Palliative psychiatry can facilitate compassionate resolution of ethical conflicts in end-of-life care decision making with persons with substance use disorders.
Because health systems with high-functioning primary care services have decreased mortality and improved health outcomes, the sector can be classified as a public good, like police and fire services and public education.
Given full information about the risks of long-term opioid therapy, patients often see the value of exploring other options rather than thinking their physicians are reluctant to prescribe narcotics for fear of litigation or regulatory action.
Oliver Schirokauer, PhD, MD, Thomas A. Tallman, DO, MMM, Leah Jeunnette, PhD, Despina Mavrakis, MBA, and Monica L. Gerrek, PhD
An educational initiative is described in which medical and bioethics students observe health care in an urban jail for two days and reflect on their learning.
Nubia Chong, MD, Maria Mirabela Bodic, MD, Peter Steen, MD, Ludwing Salamanca, MD, PhD, and Stephanie LeMelle, MD, MS
Paternalistic language in patients’ health records is of specific ethical concern because it emphasizes clinicians’ power and patients’ vulnerabilities and can be demeaning and traumatizing.
Dr Brent M. Kious joins Ethics Talk to discuss his article, coauthored with Dr Ryan H. Nelson: “Does It Matter Whether a Psychiatric Intervention Is ‘Palliative’?”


• Problem to solve: Copy every line of the records that includes the word "title".

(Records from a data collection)
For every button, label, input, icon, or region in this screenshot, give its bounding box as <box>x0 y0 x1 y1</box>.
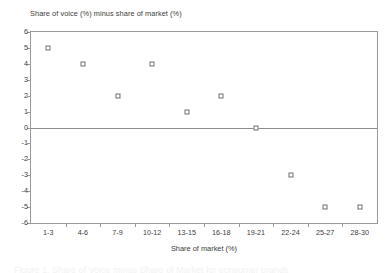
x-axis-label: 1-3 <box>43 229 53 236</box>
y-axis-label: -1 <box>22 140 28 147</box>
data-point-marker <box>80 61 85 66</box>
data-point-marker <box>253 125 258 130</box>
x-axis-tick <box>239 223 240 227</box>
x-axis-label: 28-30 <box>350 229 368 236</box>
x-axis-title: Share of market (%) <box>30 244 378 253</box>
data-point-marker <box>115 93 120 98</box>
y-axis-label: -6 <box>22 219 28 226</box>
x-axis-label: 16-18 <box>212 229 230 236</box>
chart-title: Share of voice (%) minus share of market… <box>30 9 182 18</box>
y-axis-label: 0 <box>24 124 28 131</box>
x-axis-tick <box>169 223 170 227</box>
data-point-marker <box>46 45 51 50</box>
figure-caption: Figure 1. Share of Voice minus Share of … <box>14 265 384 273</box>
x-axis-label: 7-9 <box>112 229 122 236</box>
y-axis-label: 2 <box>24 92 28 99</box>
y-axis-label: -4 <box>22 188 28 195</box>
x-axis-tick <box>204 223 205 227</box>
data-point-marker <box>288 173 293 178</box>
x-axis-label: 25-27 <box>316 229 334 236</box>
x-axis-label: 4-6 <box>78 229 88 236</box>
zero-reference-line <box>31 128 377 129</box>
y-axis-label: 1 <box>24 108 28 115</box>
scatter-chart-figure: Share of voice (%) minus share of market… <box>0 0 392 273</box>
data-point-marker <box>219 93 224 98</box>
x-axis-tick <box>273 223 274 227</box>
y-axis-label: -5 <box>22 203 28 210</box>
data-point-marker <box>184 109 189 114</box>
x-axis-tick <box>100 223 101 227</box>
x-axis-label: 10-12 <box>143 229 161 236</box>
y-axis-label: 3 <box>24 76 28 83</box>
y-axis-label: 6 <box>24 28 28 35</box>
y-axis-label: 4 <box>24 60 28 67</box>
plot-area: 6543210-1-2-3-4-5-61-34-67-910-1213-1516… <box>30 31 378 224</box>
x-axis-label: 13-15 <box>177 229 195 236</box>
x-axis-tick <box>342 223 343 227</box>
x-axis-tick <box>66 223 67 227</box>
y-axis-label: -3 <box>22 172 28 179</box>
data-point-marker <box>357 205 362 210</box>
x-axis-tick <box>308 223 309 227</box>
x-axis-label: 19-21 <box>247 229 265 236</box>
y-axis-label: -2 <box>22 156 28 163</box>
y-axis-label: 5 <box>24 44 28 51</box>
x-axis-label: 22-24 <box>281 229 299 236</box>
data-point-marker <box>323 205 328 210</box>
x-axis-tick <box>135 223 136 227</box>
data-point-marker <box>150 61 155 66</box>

• Task result:
x-axis-title: Share of market (%) <box>30 244 378 253</box>
chart-title: Share of voice (%) minus share of market… <box>30 9 182 18</box>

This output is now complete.